• [RECORD SET]:
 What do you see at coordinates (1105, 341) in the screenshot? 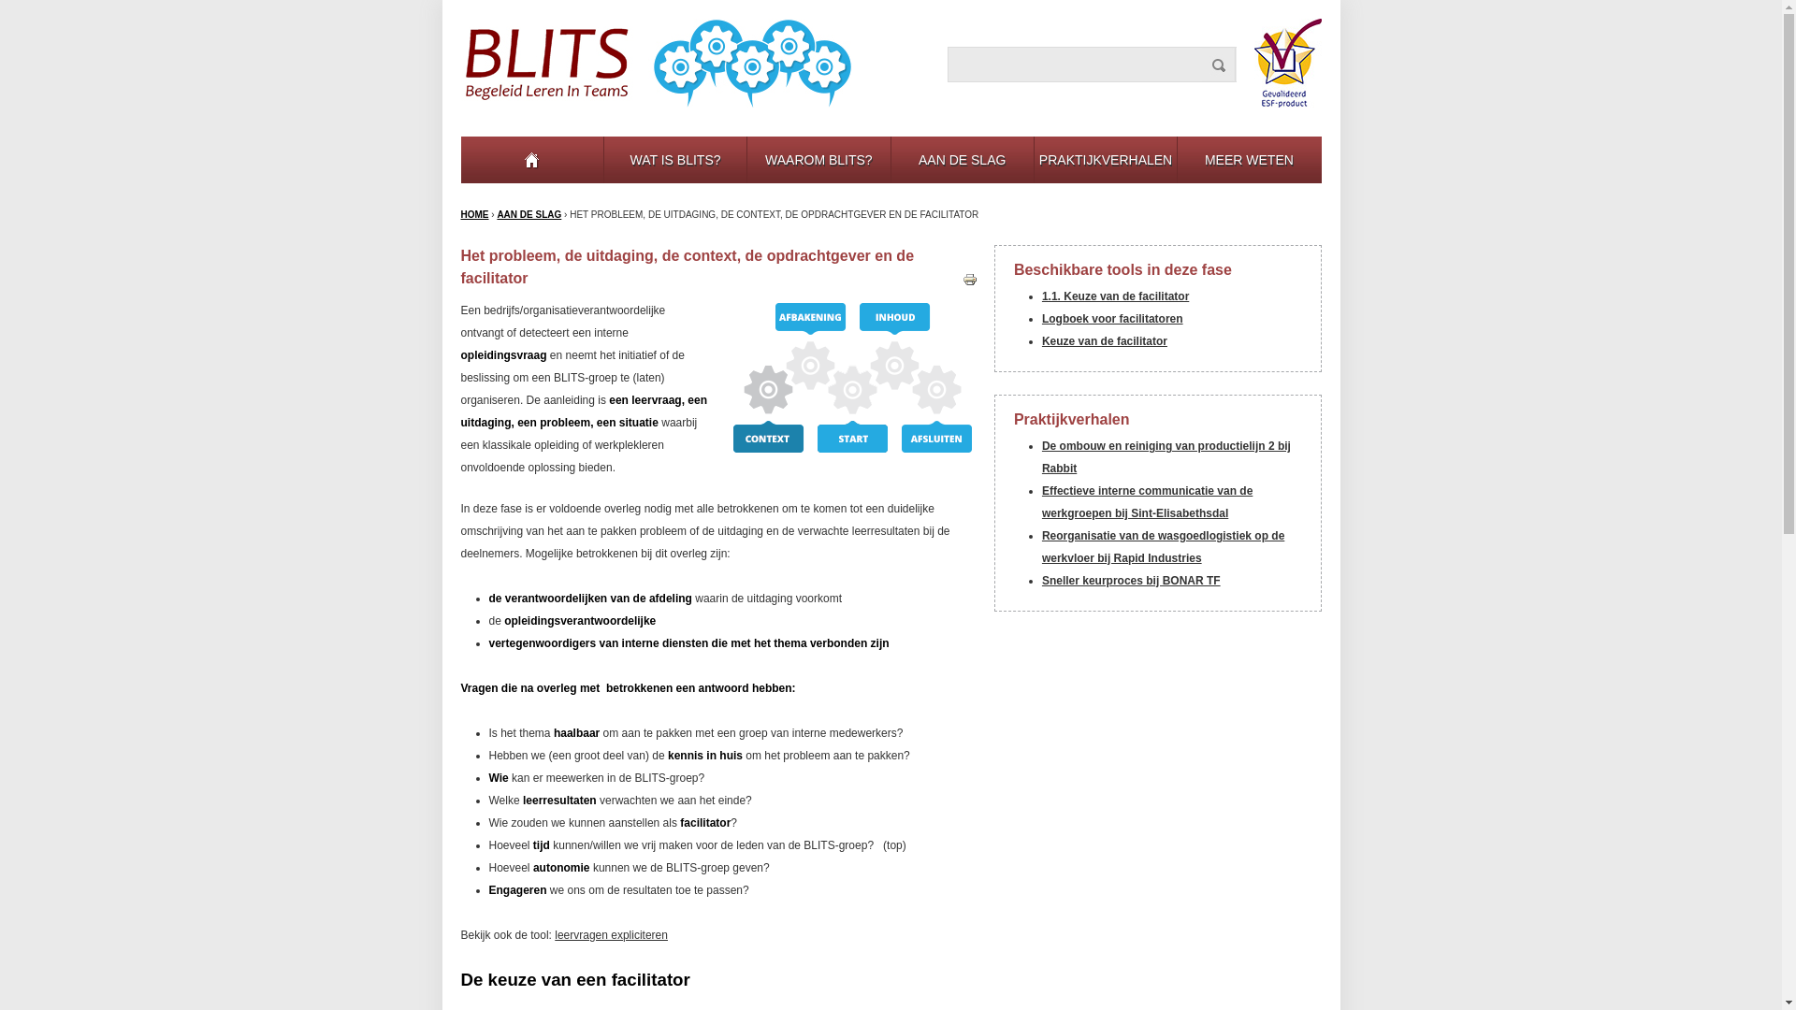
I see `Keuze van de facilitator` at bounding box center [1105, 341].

--

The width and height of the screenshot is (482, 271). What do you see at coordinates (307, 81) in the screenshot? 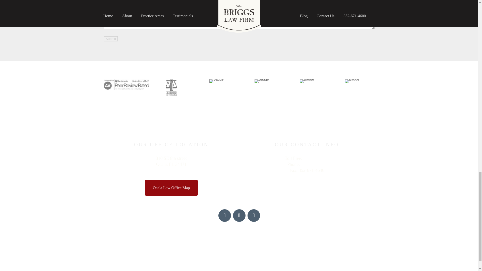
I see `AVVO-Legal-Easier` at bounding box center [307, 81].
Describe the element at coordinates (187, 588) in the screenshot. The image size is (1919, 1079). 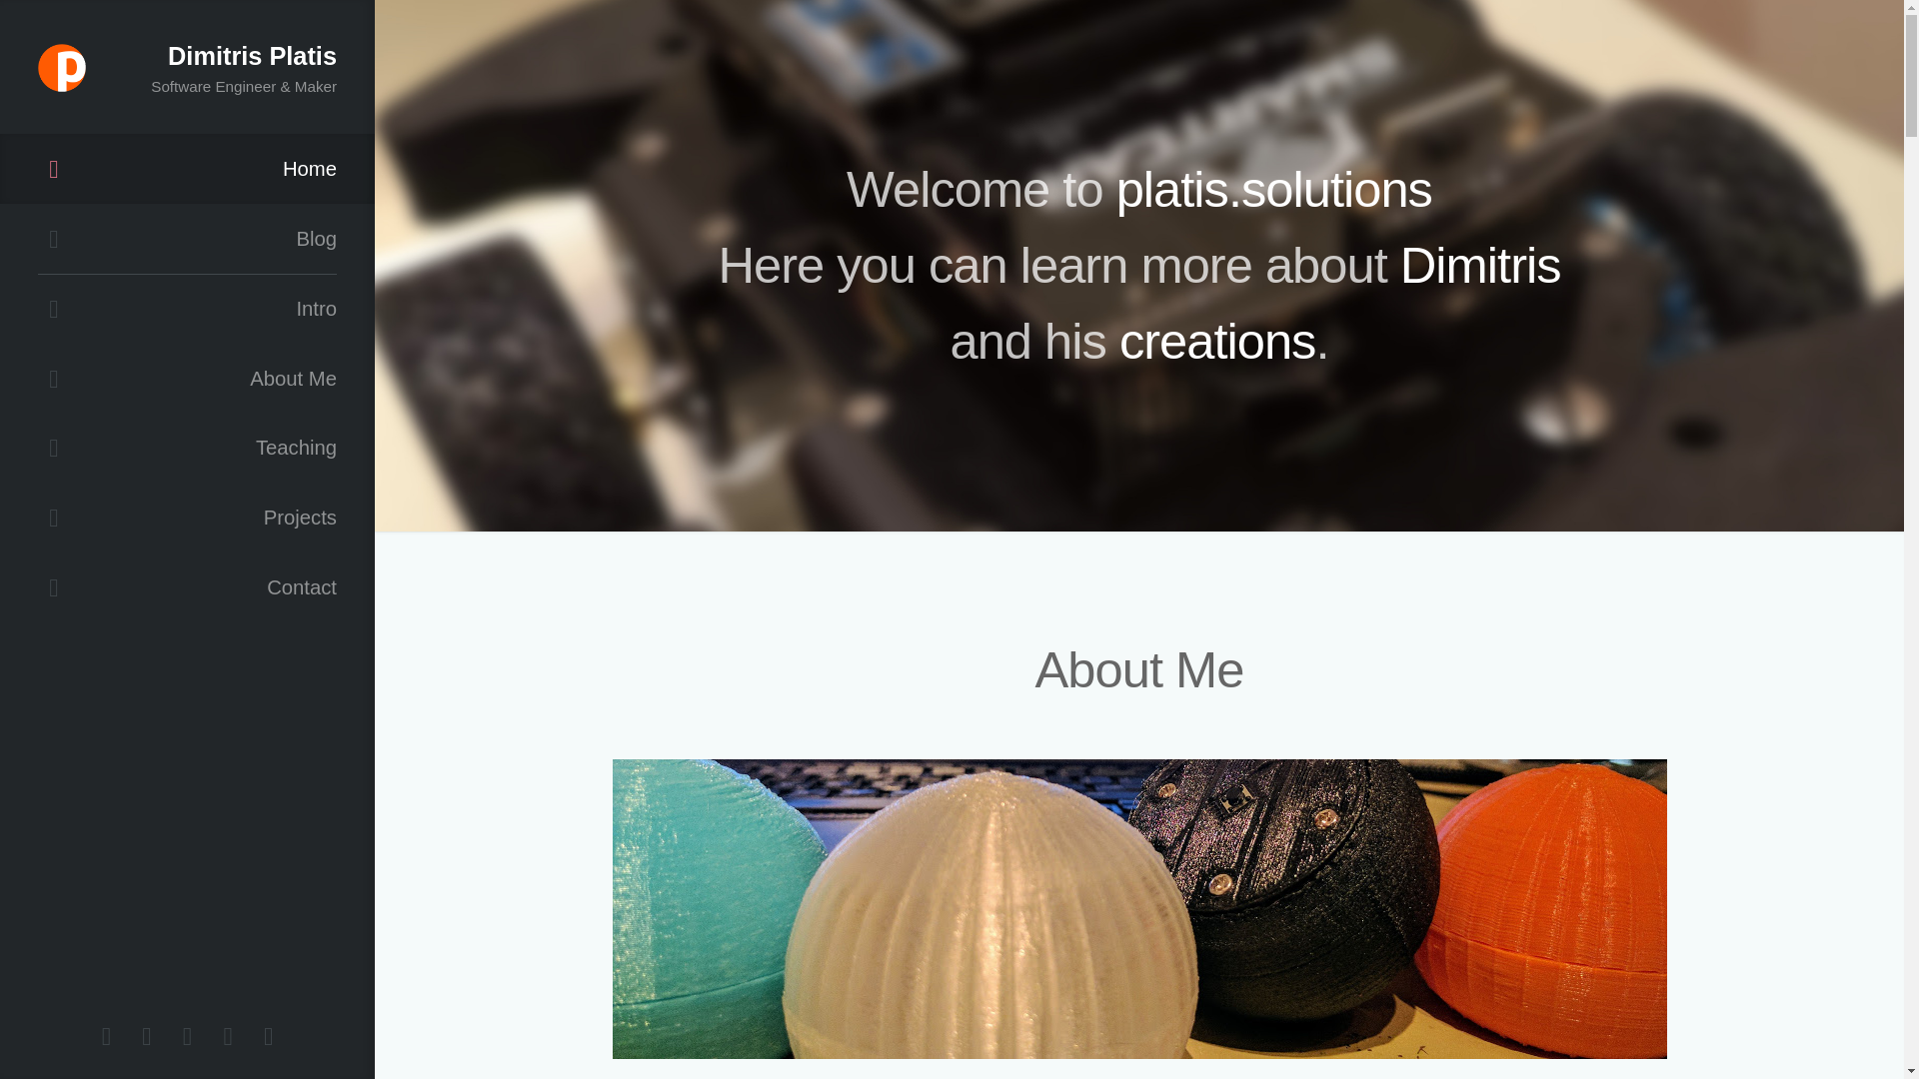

...

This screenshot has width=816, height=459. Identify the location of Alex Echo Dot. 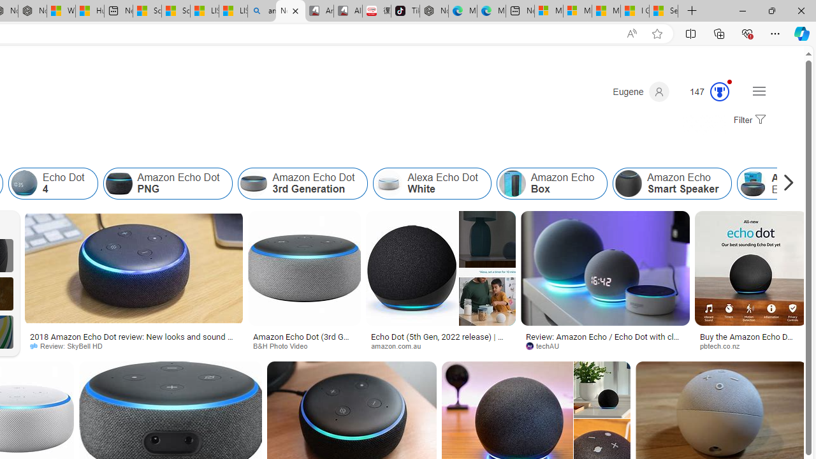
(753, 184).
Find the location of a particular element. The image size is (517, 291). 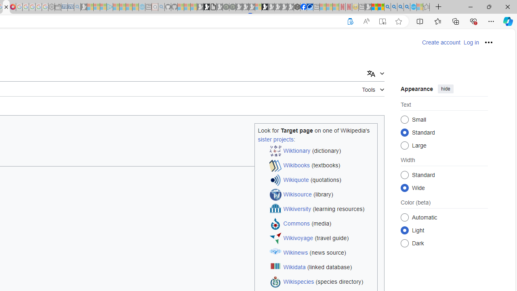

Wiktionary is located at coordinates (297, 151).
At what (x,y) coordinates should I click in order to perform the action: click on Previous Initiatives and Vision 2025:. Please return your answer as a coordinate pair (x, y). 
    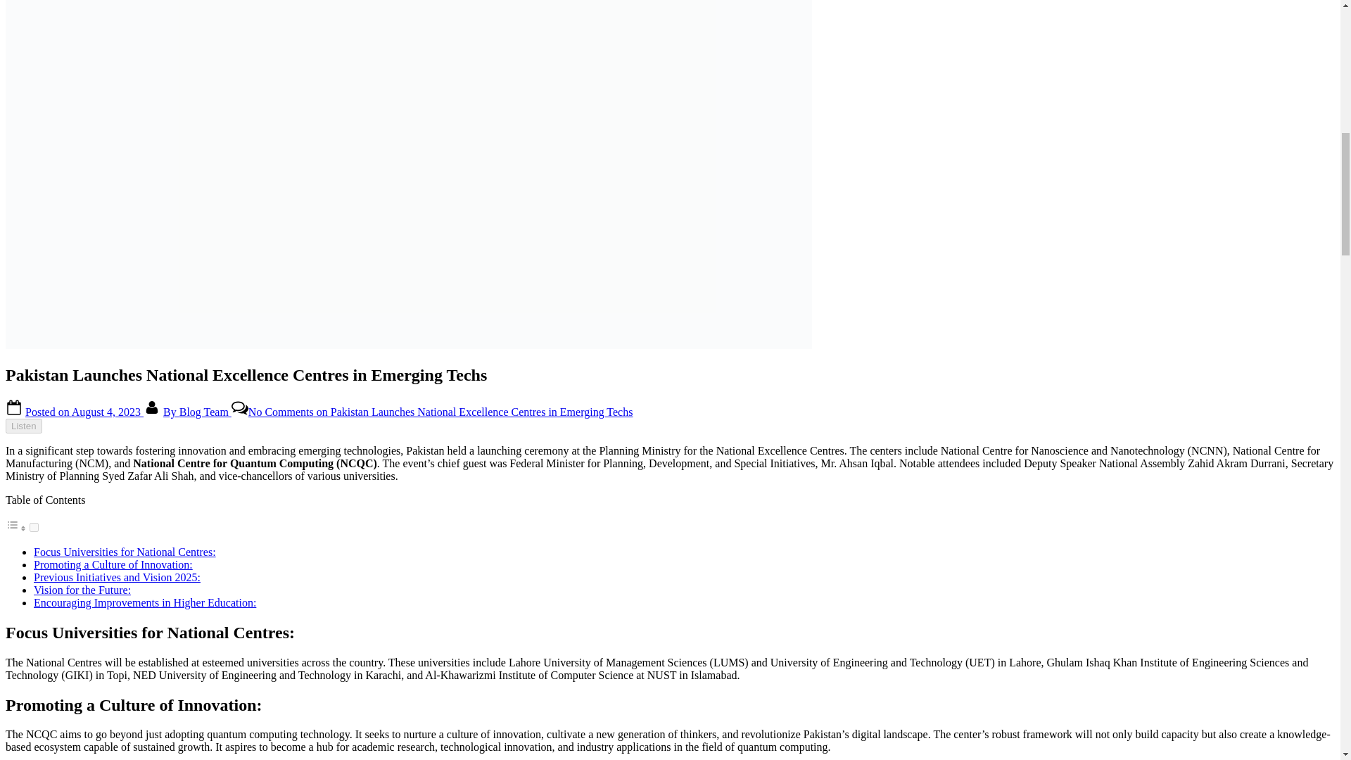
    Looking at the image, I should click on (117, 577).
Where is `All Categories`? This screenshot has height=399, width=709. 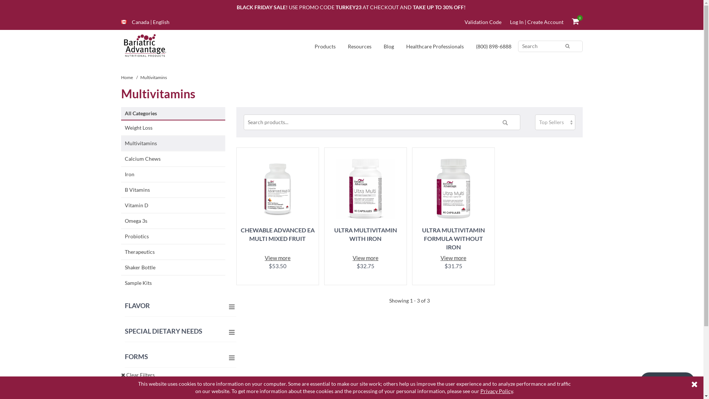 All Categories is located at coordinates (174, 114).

• [ASSIGNED TASK]:
Your reply should hold nothing but the lines above, from the one containing "The width and" to the one containing "Describe the element", reproduced exactly minus the pictures.

• [SOLUTION FOR THIS PROBLEM]:
The width and height of the screenshot is (482, 271). What do you see at coordinates (307, 81) in the screenshot? 
I see `AVVO-Legal-Easier` at bounding box center [307, 81].
Describe the element at coordinates (187, 588) in the screenshot. The image size is (1919, 1079). 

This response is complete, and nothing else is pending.